Saturday, December 12, 2015

Limbo

Recently I got an email from Lee that said, among other wise things,“You're right in the middle of the 'why can't we just get on with it' zone.  The old place is ripped apart and all you really want to do is get moved into the new place.  Instead, you're stuck in the old one until after the holidays.” 

He has moved a lot in his life and he knows whereof he speaks.

As I told him, that hits the nail right on the head. It is a sort of limbo, the house is a mess and there is not much that can be done about it. Even trying to clean up is impossible, because boxes and bins and wrapped paintings are stacked on the floor and leaning against walls. It is very much a neither-here-nor-there situation.

Now I know that this is in flat contradiction to that quote from Chuang Tzu that I posted about it being everywhere. What can I tell you? My mood changes.

And even next Tuesday when we begin moving, things will remain limbo-ish for a couple of weeks. We will have things in Madison and things here on Berry Road, as we wait for the holiday trip to be over and we are able to move the cats and have the movers take the heavier bits on December 28. In the meantime, I am sure we will constantly discover that whatever it is that we are looking for at one place will be safely stored in the other place, an hour's drive away. 

Theologically, the limbo-of-the-innocents was not a place of punishment, nor was it a way-station (like purgatory) on the way to heaven. It was a place of so-called unending natural happiness and beatitude, as good as it could get for those who did not possess the saving grace of God. Our situation is not natural happiness or beatitude, but at least it is only temporary.

It is perhaps more like what was called the limbo-of-the-fathers-and-mothers, where the just who had lived prior to Christ waited until he arrived to conquer death and lead them from limbo to heaven. This is also known as the Harrowing of Hell, a popular theme for religious art at one time. Note the usual confusion between limbo and hell and ... well, just the usual confusion. These things lend themselves to a lot of that.

Don't ask me to justify either of those theological concepts, both of which have been rather quietly discarded in recent years.

As for all the rest, "Ho, ho, ho hum."

4 comments:

Unknown said...

Don't fret, Michael. Rivers know this: there is no hurry. We shall get there someday.

Moving with Mitchell said...

I'll just skip over the theology. All I've got in my head since reading the title of the post is, "All around the limbo block, hey let's do the limbo rock..."

Ur-spo said...

I used to be in Limbo; it was right after I moved out of the Doldroms.

Ur-spo said...

I used to be in Limbo. I lived there before I moved out of the Doldrums.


Exercise goal =>
Go through the lines below and copy each one that holds the string "Marketing".

Dataset excerpts =>
***
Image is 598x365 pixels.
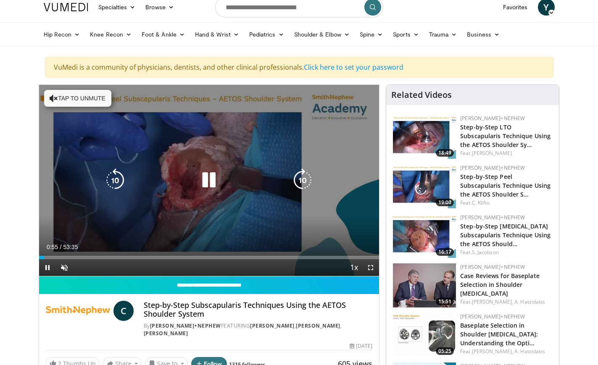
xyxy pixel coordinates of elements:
span: 53:35 [63,244,78,250]
a: Trauma [424,26,462,43]
div: Feat. [460,149,552,157]
img: Smith+Nephew [46,301,110,321]
span: / [60,244,62,250]
h4: Step-by-Step Subscapularis Techniques Using the AETOS Shoulder System [144,301,372,319]
a: 05:25 [393,313,456,357]
a: Sports [388,26,424,43]
a: [PERSON_NAME]+Nephew [460,115,524,122]
a: 19:00 [393,164,456,208]
a: Step-by-Step [MEDICAL_DATA] Subscapularis Technique Using the AETOS Should… [460,222,550,248]
div: Feat. [460,348,552,355]
a: [PERSON_NAME]+Nephew [150,322,221,329]
div: Feat. [460,199,552,207]
a: Spine [354,26,388,43]
a: [PERSON_NAME] [296,322,340,329]
img: 4b15b7a9-a58b-4518-b73d-b60939e2e08b.150x105_q85_crop-smart_upscale.jpg [393,313,456,357]
div: By FEATURING , , [144,322,372,337]
img: 5fb50d2e-094e-471e-87f5-37e6246062e2.150x105_q85_crop-smart_upscale.jpg [393,115,456,159]
a: Click here to set your password [304,63,403,72]
a: 16:17 [393,214,456,258]
a: 15:51 [393,263,456,307]
div: Feat. [460,249,552,256]
a: C [113,301,134,321]
button: Tap to unmute [44,90,111,107]
span: 15:51 [435,298,454,305]
a: Hip Recon [39,26,85,43]
a: [PERSON_NAME], [472,348,513,355]
a: Case Reviews for Baseplate Selection in Shoulder [MEDICAL_DATA] [460,272,539,297]
img: ca45cbb5-4e2d-4a89-993c-d0571e41d102.150x105_q85_crop-smart_upscale.jpg [393,214,456,258]
a: Baseplate Selection in Shoulder [MEDICAL_DATA]: Understanding the Opti… [460,321,538,347]
a: Business [461,26,504,43]
a: Step-by-Step Peel Subscapularis Technique Using the AETOS Shoulder S… [460,173,550,198]
h4: Related Videos [391,90,451,100]
a: C. Klifto [472,199,490,206]
button: Playback Rate [345,259,362,276]
a: [PERSON_NAME]+Nephew [460,164,524,171]
a: [PERSON_NAME] [472,149,511,157]
div: Progress Bar [39,256,379,259]
img: b20f33db-e2ef-4fba-9ed7-2022b8b6c9a2.150x105_q85_crop-smart_upscale.jpg [393,164,456,208]
a: A. Hatzidakis [514,348,545,355]
span: 19:00 [435,199,454,206]
a: [PERSON_NAME]+Nephew [460,214,524,221]
a: [PERSON_NAME] [250,322,294,329]
span: 0:55 [47,244,58,250]
button: Fullscreen [362,259,379,276]
img: VuMedi Logo [44,3,88,11]
div: VuMedi is a community of physicians, dentists, and other clinical professionals. [45,57,553,78]
button: Unmute [56,259,73,276]
a: S. Jacobson [472,249,498,256]
div: Feat. [460,298,552,306]
a: 18:49 [393,115,456,159]
a: Knee Recon [85,26,136,43]
a: [PERSON_NAME] [144,330,188,337]
a: Hand & Wrist [190,26,244,43]
span: 16:17 [435,248,454,256]
video-js: Video Player [39,85,379,276]
button: Pause [39,259,56,276]
a: Foot & Ankle [136,26,190,43]
img: f00e741d-fb3a-4d21-89eb-19e7839cb837.150x105_q85_crop-smart_upscale.jpg [393,263,456,307]
a: A. Hatzidakis [514,298,545,305]
span: 05:25 [435,347,454,355]
div: [DATE] [349,342,372,350]
a: Shoulder & Elbow [289,26,354,43]
a: Step-by-Step LTO Subscapularis Technique Using the AETOS Shoulder Sy… [460,123,550,149]
a: [PERSON_NAME], [472,298,513,305]
a: [PERSON_NAME]+Nephew [460,263,524,270]
span: 18:49 [435,149,454,157]
a: Pediatrics [244,26,289,43]
a: [PERSON_NAME]+Nephew [460,313,524,320]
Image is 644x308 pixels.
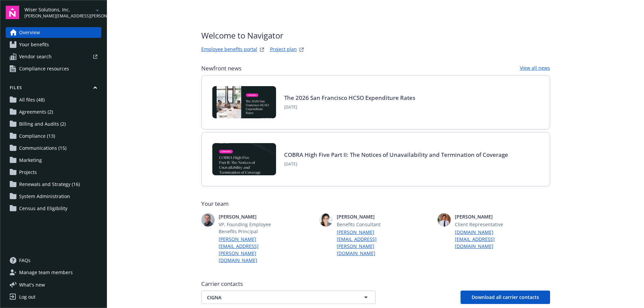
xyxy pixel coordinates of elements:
a: View all news [520,64,550,72]
a: COBRA High Five Part II: The Notices of Unavailability and Termination of Coverage [284,151,508,158]
img: photo [319,213,332,227]
span: Vendor search [19,51,52,62]
img: photo [437,213,451,227]
a: Vendor search [6,51,101,62]
span: Census and Eligibility [19,203,68,214]
a: Agreements (2) [6,107,101,118]
a: Compliance (13) [6,131,101,141]
span: [PERSON_NAME] [455,213,521,220]
a: Marketing [6,155,101,166]
a: [PERSON_NAME][EMAIL_ADDRESS][PERSON_NAME][DOMAIN_NAME] [337,228,402,257]
span: System Administration [19,191,70,202]
button: CIGNA [201,291,376,304]
a: Manage team members [6,267,101,278]
a: Project plan [270,46,297,53]
span: [DATE] [284,104,415,110]
span: Your benefits [19,39,49,50]
a: [PERSON_NAME][EMAIL_ADDRESS][PERSON_NAME][DOMAIN_NAME] [218,236,284,264]
span: Billing and Audits (2) [19,119,66,129]
button: Files [6,85,101,93]
span: Agreements (2) [19,107,53,118]
a: Communications (15) [6,143,101,154]
span: Your team [201,200,550,208]
a: projectPlanWebsite [297,46,306,53]
a: Employee benefits portal [201,46,257,53]
span: Renewals and Strategy (16) [19,179,80,190]
span: VP, Founding Employee Benefits Principal [218,221,284,235]
span: Manage team members [19,267,73,278]
span: Overview [19,27,40,38]
span: Benefits Consultant [337,221,402,228]
span: Marketing [19,155,42,166]
span: [PERSON_NAME] [337,213,402,220]
a: arrowDropDown [93,6,101,14]
a: The 2026 San Francisco HCSO Expenditure Rates [284,94,415,101]
span: [PERSON_NAME] [218,213,284,220]
span: What ' s new [19,281,45,288]
span: All files (48) [19,94,45,105]
span: [DATE] [284,161,508,167]
a: Billing and Audits (2) [6,119,101,129]
span: Communications (15) [19,143,66,154]
img: navigator-logo.svg [6,6,19,19]
span: Wiser Solutions, Inc. [24,6,93,13]
a: [DOMAIN_NAME][EMAIL_ADDRESS][DOMAIN_NAME] [455,228,521,250]
a: Overview [6,27,101,38]
span: FAQs [19,255,30,266]
button: Wiser Solutions, Inc.[PERSON_NAME][EMAIL_ADDRESS][PERSON_NAME][DOMAIN_NAME]arrowDropDown [24,6,101,19]
a: System Administration [6,191,101,202]
span: Client Representative [455,221,521,228]
a: Your benefits [6,39,101,50]
img: photo [201,213,215,227]
button: Download all carrier contacts [461,291,550,304]
img: BLOG-Card Image - Compliance - COBRA High Five Pt 2 - 08-21-25.jpg [212,143,276,175]
span: Compliance (13) [19,131,55,141]
span: Compliance resources [19,63,69,74]
span: Welcome to Navigator [201,30,306,42]
span: [PERSON_NAME][EMAIL_ADDRESS][PERSON_NAME][DOMAIN_NAME] [24,13,93,19]
img: BLOG+Card Image - Compliance - 2026 SF HCSO Expenditure Rates - 08-26-25.jpg [212,86,276,118]
span: Projects [19,167,37,177]
a: FAQs [6,255,101,266]
a: Projects [6,167,101,177]
a: striveWebsite [258,46,266,53]
button: What's new [6,281,56,288]
a: All files (48) [6,94,101,105]
div: Log out [19,292,36,303]
a: Census and Eligibility [6,203,101,214]
span: CIGNA [207,294,347,301]
span: Download all carrier contacts [471,294,539,300]
span: Newfront news [201,64,242,72]
a: Compliance resources [6,63,101,74]
a: Renewals and Strategy (16) [6,179,101,190]
span: Carrier contacts [201,280,550,288]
***
Response for this exercise =>
a: Marketing [6,155,101,166]
span: Marketing [19,155,42,166]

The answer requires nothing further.